I'm reading the article as I type. It's saying some vaguely insulting things that I could also see as being true of my own work. I kind of like that. Saltz seems to question the maturity of Kelley's work, referring to "bittersweet" "goth-teen-sex-blasphemy–bad-behavior motifs."

Apparently this mess thing is a very male thing: "New Museum curator Laura Hoptman says, "Women artists accrue like crazy but apparently don't get off as much on making messes.""

While I'm reading this and thinking that this whole "clusterfuck aesthetics" business sounds great, I'm also remembering all the Paul McCarthy work I went to see last year and didn't like (Paul McCarthy is one of the main inspirations for the essay I'm going to write that is probably going to defend the value of aesthetics and beauty in art).

I Drew Turtles A Few Weeks Ago


David Shrigley And Some Vaguely Coherent Bullet Points

Multiple people were telling me to look at David Shrigley's work, and I'm very glad they did.

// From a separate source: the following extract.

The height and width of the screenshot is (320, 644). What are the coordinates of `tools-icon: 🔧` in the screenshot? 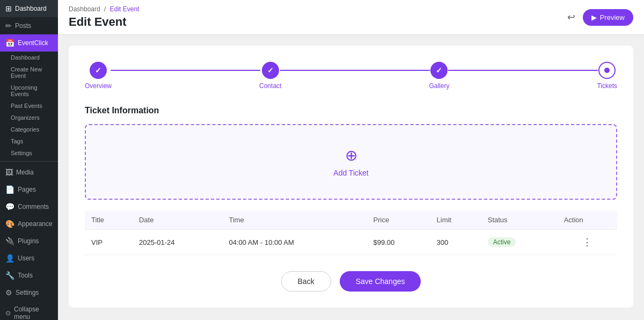 It's located at (10, 275).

I think I'm in a bullet-point-y mood.

- Shrigley's work has some of the quirky humour that the kind of web comics I like have, so I'm happy about that. Web comics inspire me. Yaaay!
- The way his animations are based on childish drawings is interesting to me because of the idea of putting time and labour into something which may appear, to some, to have little value. The reason this is interesting to me is because it seems relevant to the thoughts I was having about using childish, less serious "doodles" from friends and investing time into them in some way (although as I mentioned, I was thinking about carvings or elaborate paintings, as opposed to animation). I like the idea of having full control over what you do and don't take seriously.